» **Recorded data**

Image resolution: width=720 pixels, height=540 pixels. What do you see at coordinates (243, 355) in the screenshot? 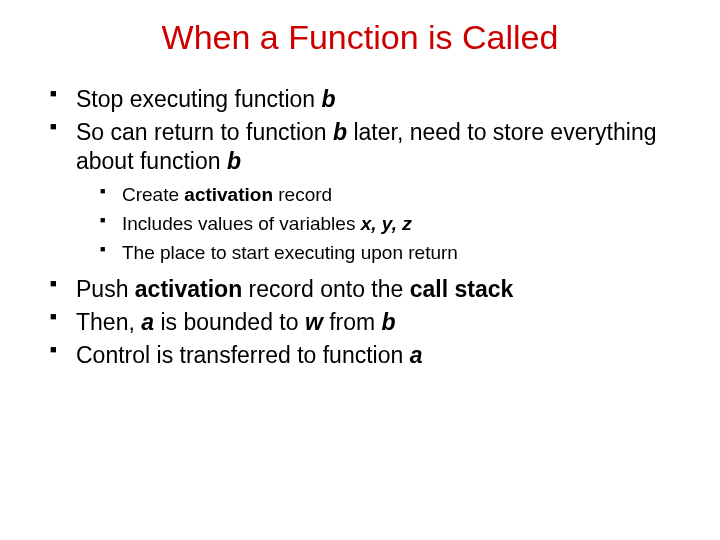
==
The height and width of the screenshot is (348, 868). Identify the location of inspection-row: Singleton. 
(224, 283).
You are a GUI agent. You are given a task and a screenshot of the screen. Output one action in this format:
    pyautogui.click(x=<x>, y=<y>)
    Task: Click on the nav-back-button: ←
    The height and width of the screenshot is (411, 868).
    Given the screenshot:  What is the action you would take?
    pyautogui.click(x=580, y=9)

» **Task instructions**
Please output exactly the lines between the one holding "The height and width of the screenshot is (348, 868)." and the one holding "pyautogui.click(x=<x>, y=<y>)" in the records above, inclusive, and nothing more.

» **Answer to this problem**
The height and width of the screenshot is (348, 868). Identify the location of inspection-row: Singleton. 
(224, 283).
You are a GUI agent. You are given a task and a screenshot of the screen. Output one action in this format:
    pyautogui.click(x=<x>, y=<y>)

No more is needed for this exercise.